ASSIGNMENT:
Once the line with "pyautogui.click(x=<x>, y=<y>)" is found in the data, output it and each following line exactly, up to and including the line with "Task: Click on the city-input", and nothing before or after.

SOURCE DATA:
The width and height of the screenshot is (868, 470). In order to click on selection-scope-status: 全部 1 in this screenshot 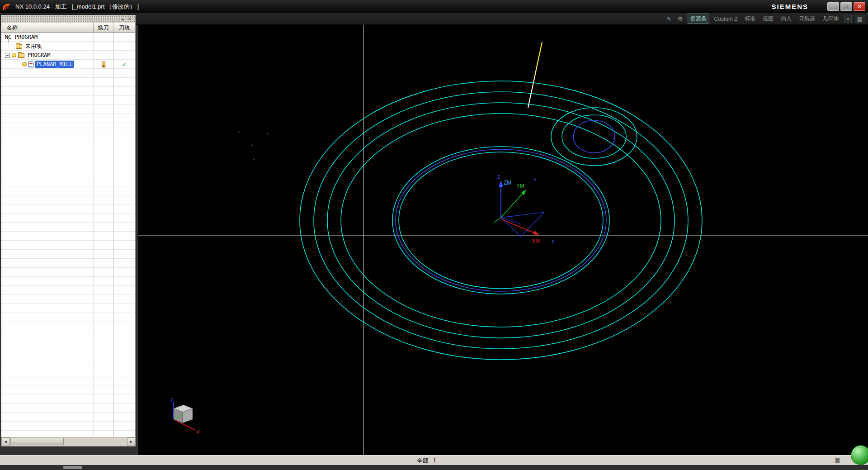, I will do `click(427, 461)`.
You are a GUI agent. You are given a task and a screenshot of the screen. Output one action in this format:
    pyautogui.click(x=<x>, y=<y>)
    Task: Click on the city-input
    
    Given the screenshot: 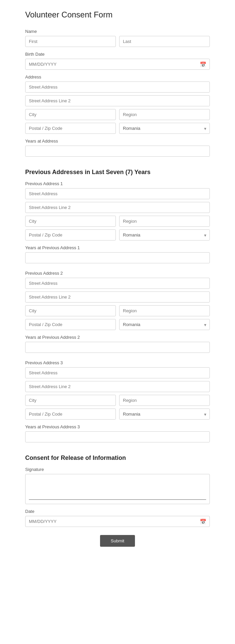 What is the action you would take?
    pyautogui.click(x=70, y=115)
    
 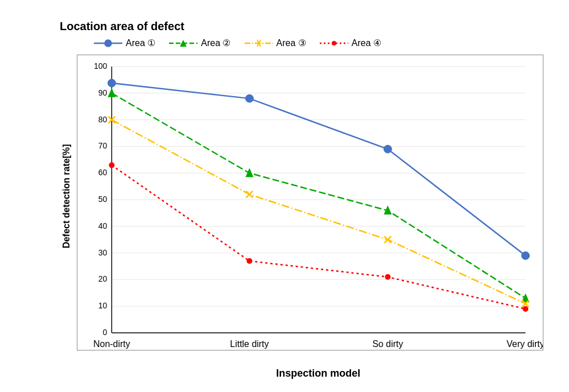 What do you see at coordinates (103, 199) in the screenshot?
I see `svg-text: 50` at bounding box center [103, 199].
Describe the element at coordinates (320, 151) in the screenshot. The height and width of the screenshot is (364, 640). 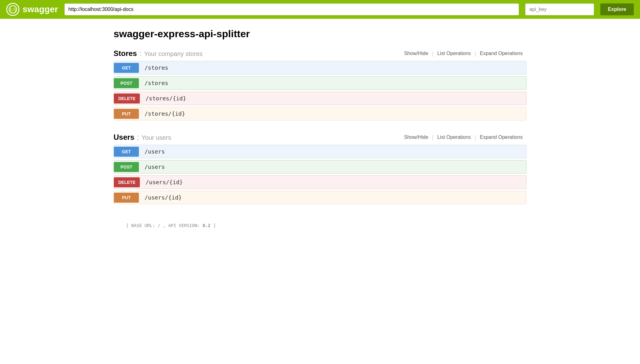
I see `operation-row-users-0: GET/users` at that location.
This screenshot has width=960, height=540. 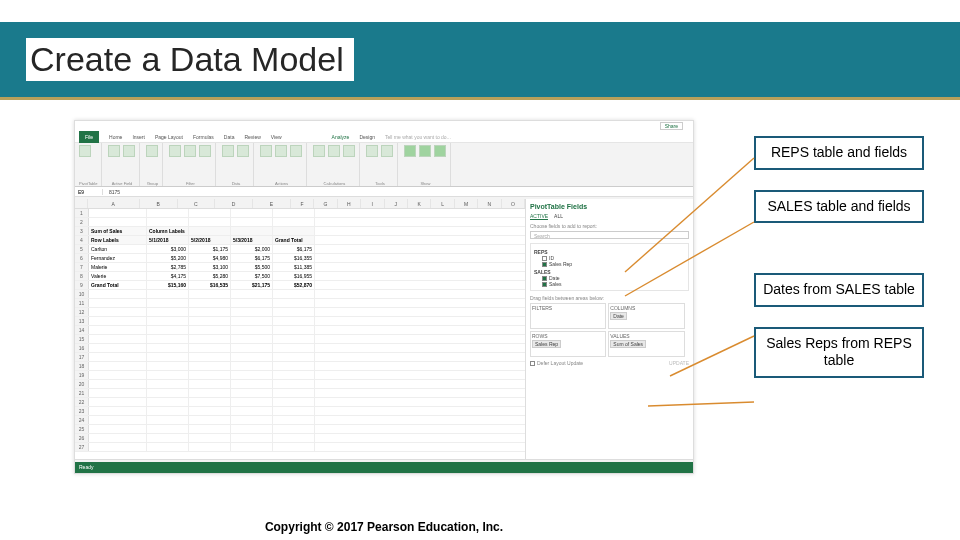 What do you see at coordinates (168, 249) in the screenshot?
I see `cell: $3,000` at bounding box center [168, 249].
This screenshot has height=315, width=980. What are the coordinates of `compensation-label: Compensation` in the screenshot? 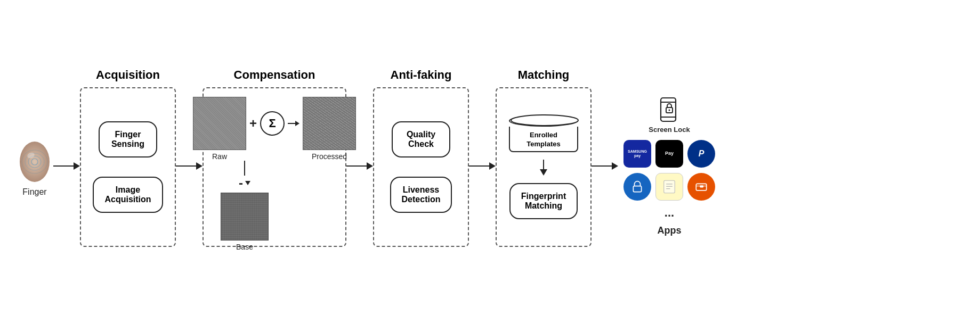 It's located at (275, 75).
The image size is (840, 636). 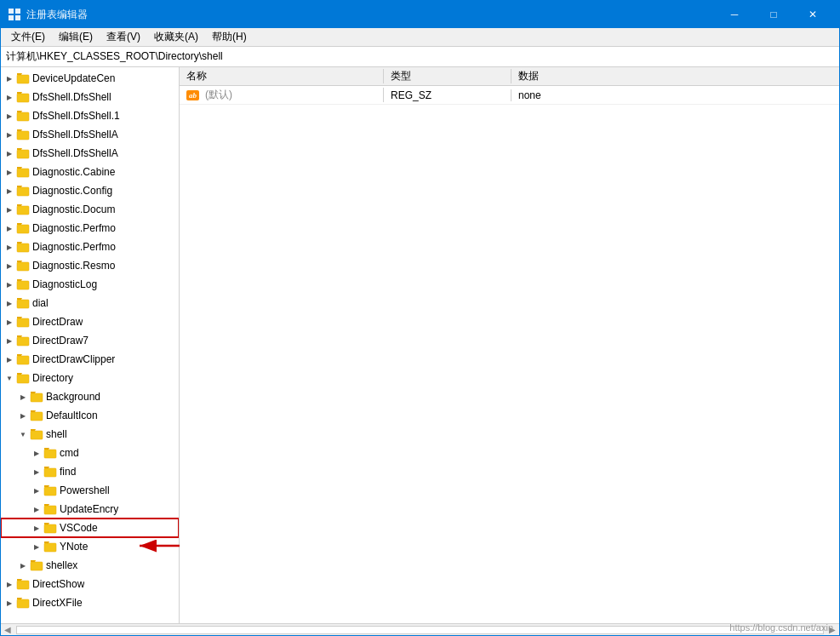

WORKED SOLUTION:
    pyautogui.click(x=<x>, y=<y>)
    Task: Click on the city-input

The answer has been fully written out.